Although worshipers of the Tirthankars do not recover food offerings as prasad, they do utilize the residual water left from the bathing of the Tirthankar's image. This presents us with a puzzle. When worshipers recover small amounts of this liquid and apply it to their bodies, this seems to express a reciprocal relationship in which sacred power is being transmitted from the image to the worshiper. That power is involved is shown clearly by the belief that the image's bathwater has healing properties. In illness or injury it can be applied directly to the afflicted parts of the body with beneficial results. Similar power can be carried by the detritus that is cleaned from the images in the morning. This raises two general questions. The first is that of how the water can be power-charged if there is no transaction with the Tirthankar. The second is the more basic question of how ritual can be materially efficacious at all.
Jains believe that worship can indeed produce good worldly results, but the mechanism by means of which this is done is always a cloudy matter. Various kinds of explanation, each plausible in its own way, free-float around the issue.[1] Most Jains agree that good results cannot come from the Tirthankar himself. one friend in Ahmedabad, however, opined that the power does indeed come from the Tirthankars; it descends from above, he said, as a gentle rain of compassion with the temple's flag acting as an antenna.[2]
It is also clear that the images themselves, quite apart from the beings they represent, can be repositories of power. This is shown by the fact that some images are regarded as more powerful than others.[3] A particular image's power may be related to its history - how it was created, or how it was discovered, for many images are believed to have been miraculously recovered from burial. An image's power is also associated with the mantra (power-charged utterance) pronounced by the officiating ascetic at the time of the image's consecration. Jains sometimes say that an image's power is proportional to the spiritual attainments of the ascetic who performed the consecration. Much like the charge of a battery, the mantra -induced power can dissipate over time and can be replenished by ritual means. Such power does indeed have links to the Tirthankar, but only indirectly through the line of disciplic succession that connects the officiating ascetic to him over the gulf of intervening ages.
In any case, the water recovered from a Tirthankar's worship can indeed transmit sacred power to the recipient. But it is highly significant that even though it transmits sacred power, the liquid taken from a Tirthankar's altar should not be drunk.[4] This restriction contrasts with the corresponding Hindu practice in which devotees do indeed consume the bathwater and bodily detritus of deities, and it goes directly to the heart of a basic tension in Jain ritual culture.
Applying such substances to one's body is an expression of respectful and loving intimacy with the Tirthankar's image. In the eightfold worship the context of this act is ang puja, a phase of the rite that emphasizes humble bodily service. Taking materials used in such services on one's own body intensifies and extends the intimacy and is a further expression of homage. Because of their close contact with the images, such materials can also transmit beneficial power from image to worshiper. But there is a limit to the intimacy, for there can be no consubstantiation between worshiper and Tirthankar in Jain ritual culture. The prohibition of eating or drinking anything taken from the Tirthankar's worship seems to obviate the notion that one could express or achieve any sort of "union" with a Tirthankar by internalizing his emanations. The Tirthankar is not present in the image, and in any case union with such a being is neither possible nor sought. What then remains as a ritual possibility is emulation, not connection - at most an intimacy of surfaces (as opposed to alimentary intimacy) with an empowered Tirthankar image (as opposed to the Tirthankar himself).
A Digamber acquaintance offered a similar explanation. He said that the Tirthankar's omniscient state attracts a vast inward flow of merit ( punya). But because the merit does not adhere to the Tirthankar, it becomes generally available - in fact for hundreds of yojans around. His implication was that worship somehow taps into this flow.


_What you are asked to do_
Transcribe nothing except the lines below that run from the one with "man detection?" to the one with "find human head.", ends included, and do not copy any picture.

_Data supplied_

________________________

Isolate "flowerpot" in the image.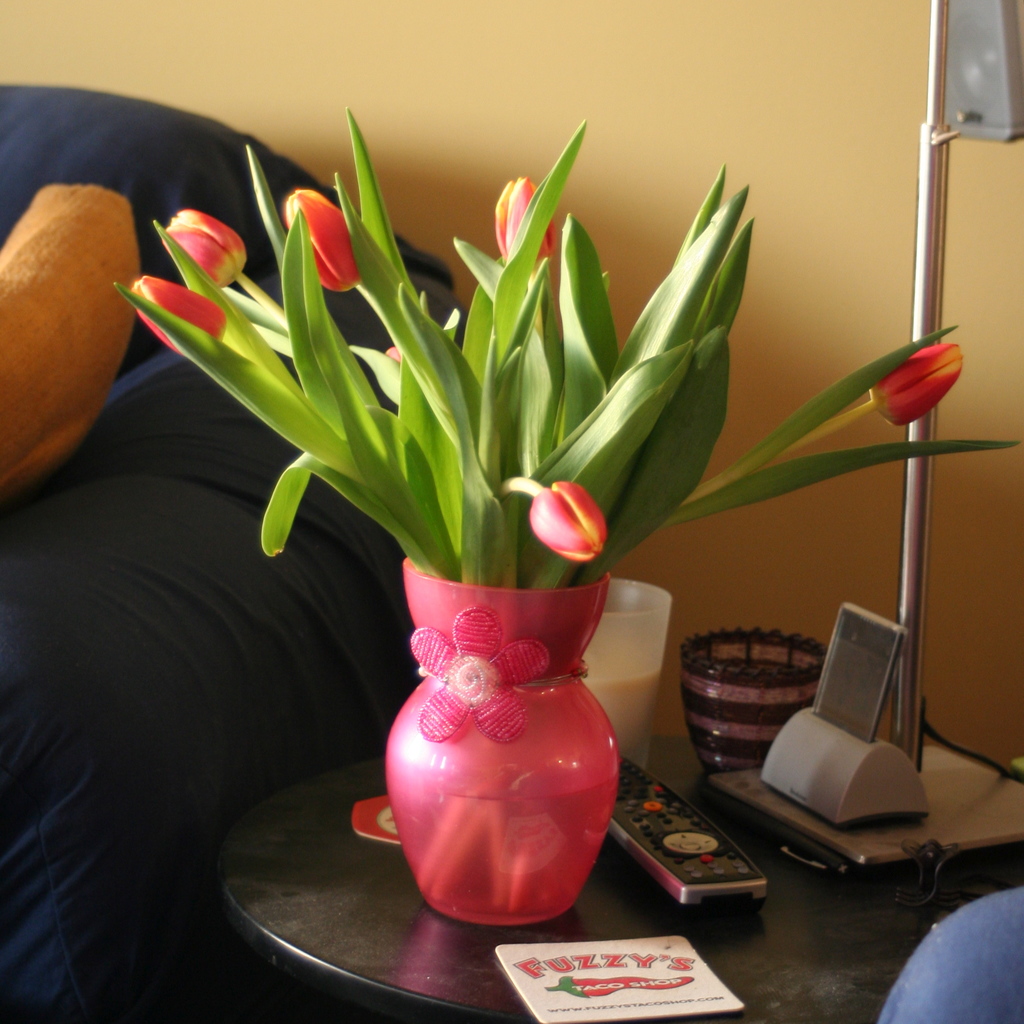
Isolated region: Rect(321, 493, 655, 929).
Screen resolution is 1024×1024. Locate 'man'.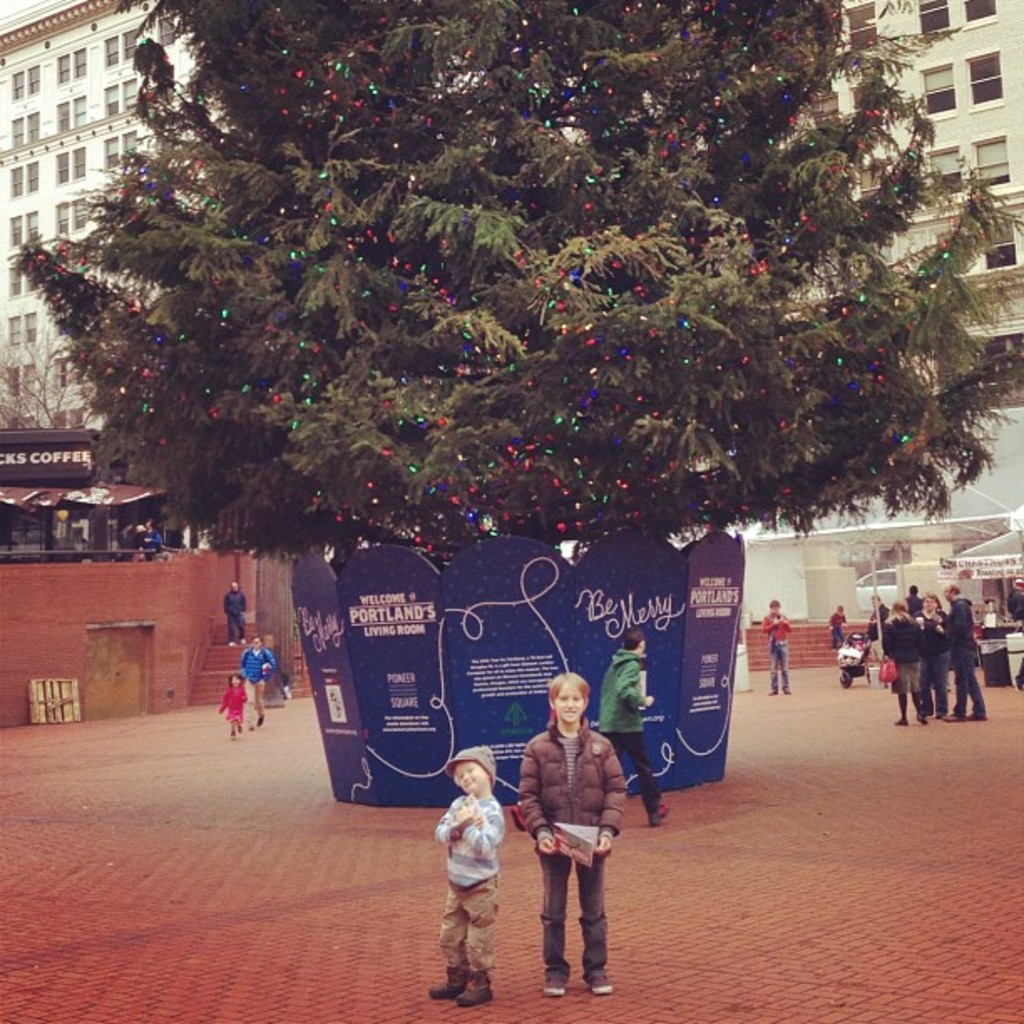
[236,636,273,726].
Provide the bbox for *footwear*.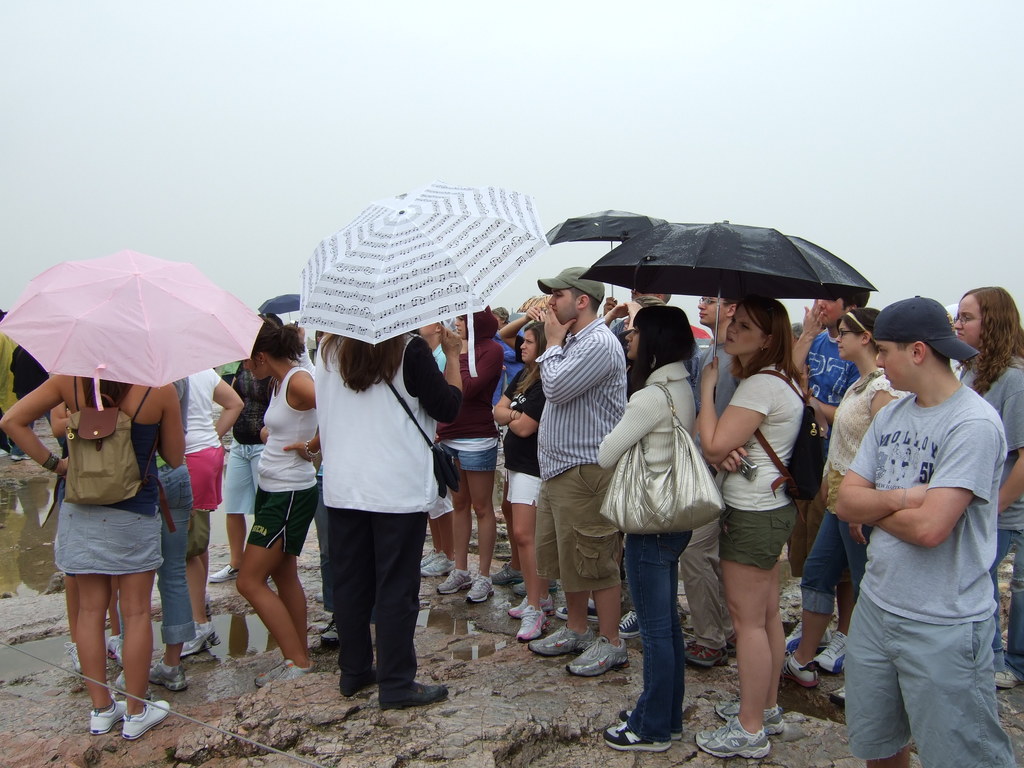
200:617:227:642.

________________________

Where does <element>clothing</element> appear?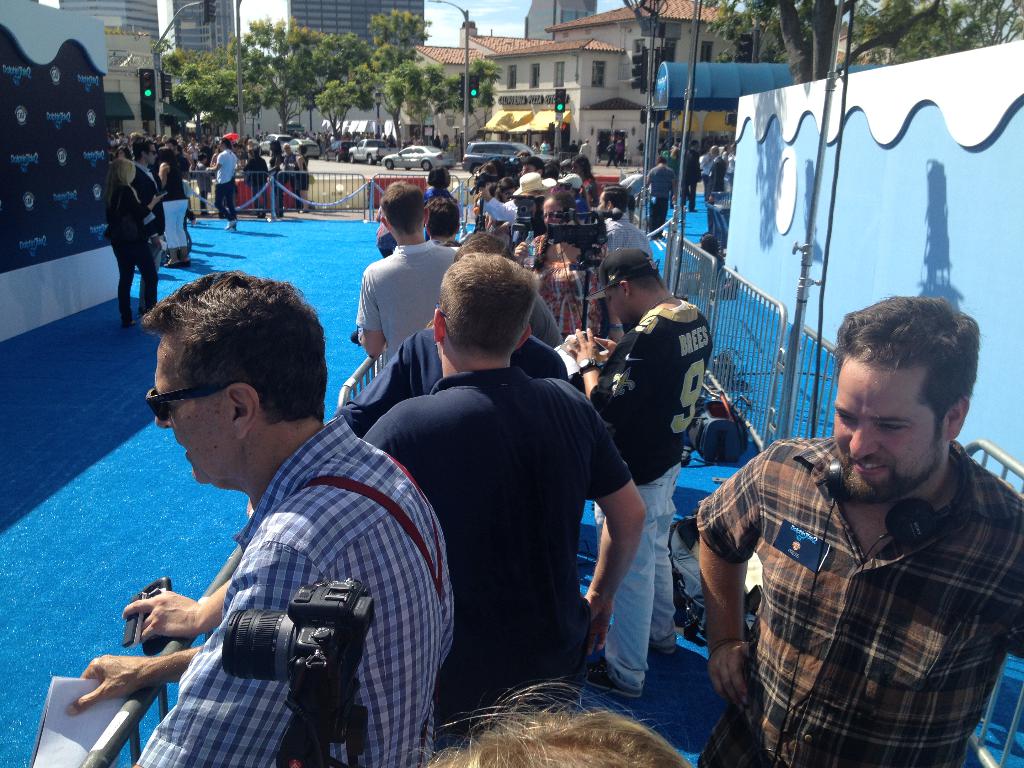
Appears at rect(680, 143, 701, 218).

________________________

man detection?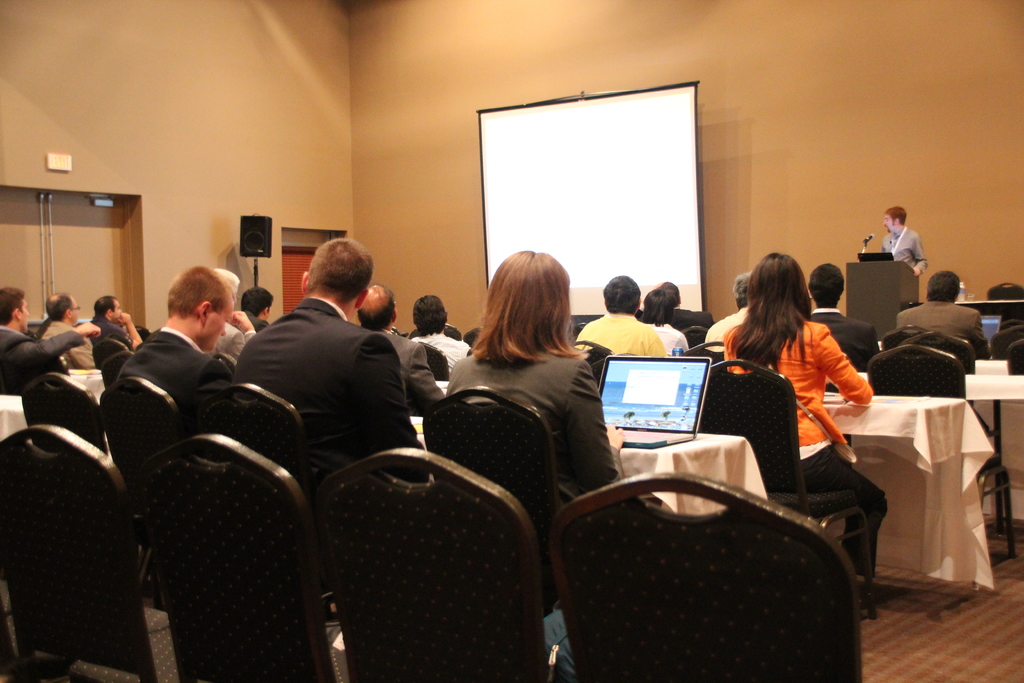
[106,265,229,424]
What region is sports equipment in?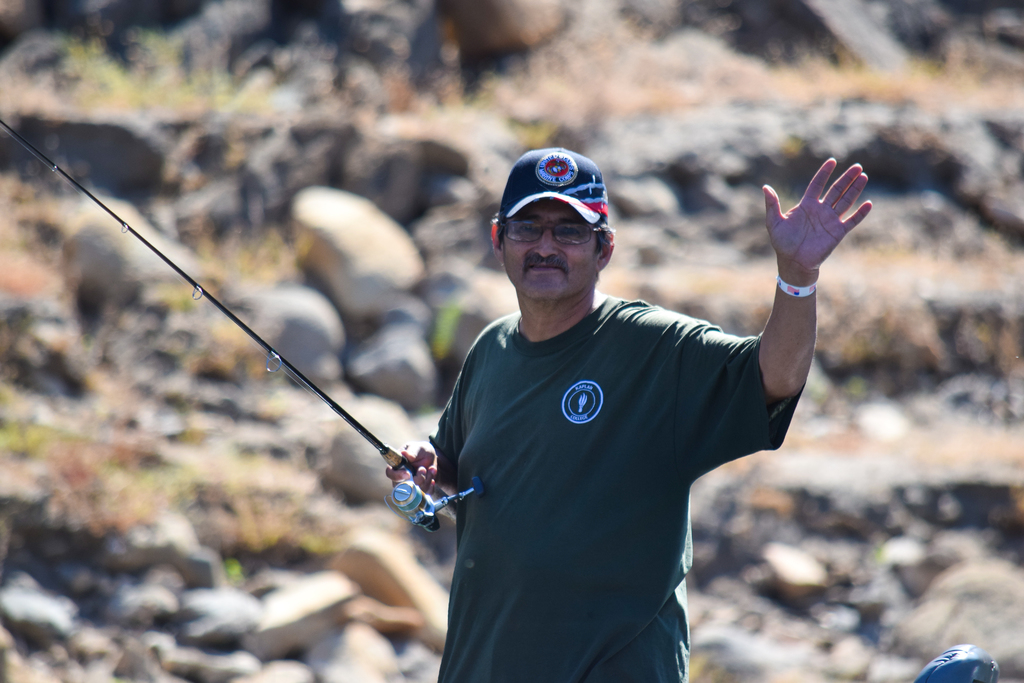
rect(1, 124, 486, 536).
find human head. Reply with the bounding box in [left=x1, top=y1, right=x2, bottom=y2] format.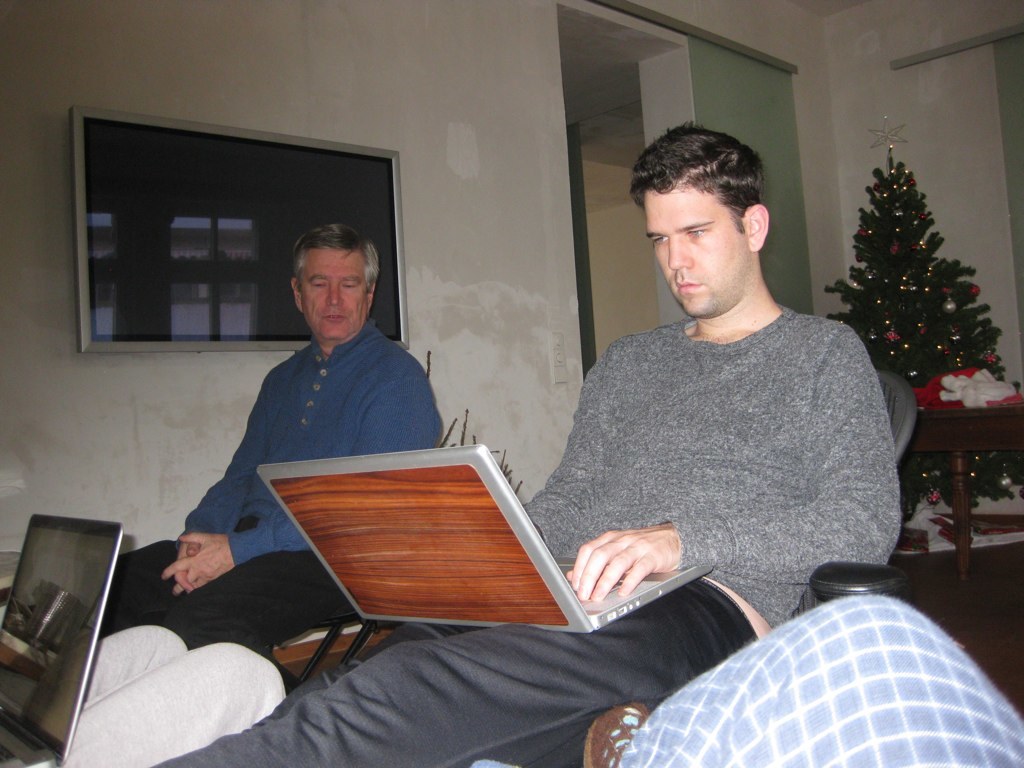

________________________

_Exercise solution_
man detection?
[106,265,229,424]
What region is sports equipment in?
rect(1, 124, 486, 536).
find human head. Reply with the bounding box in [left=x1, top=y1, right=x2, bottom=y2] format.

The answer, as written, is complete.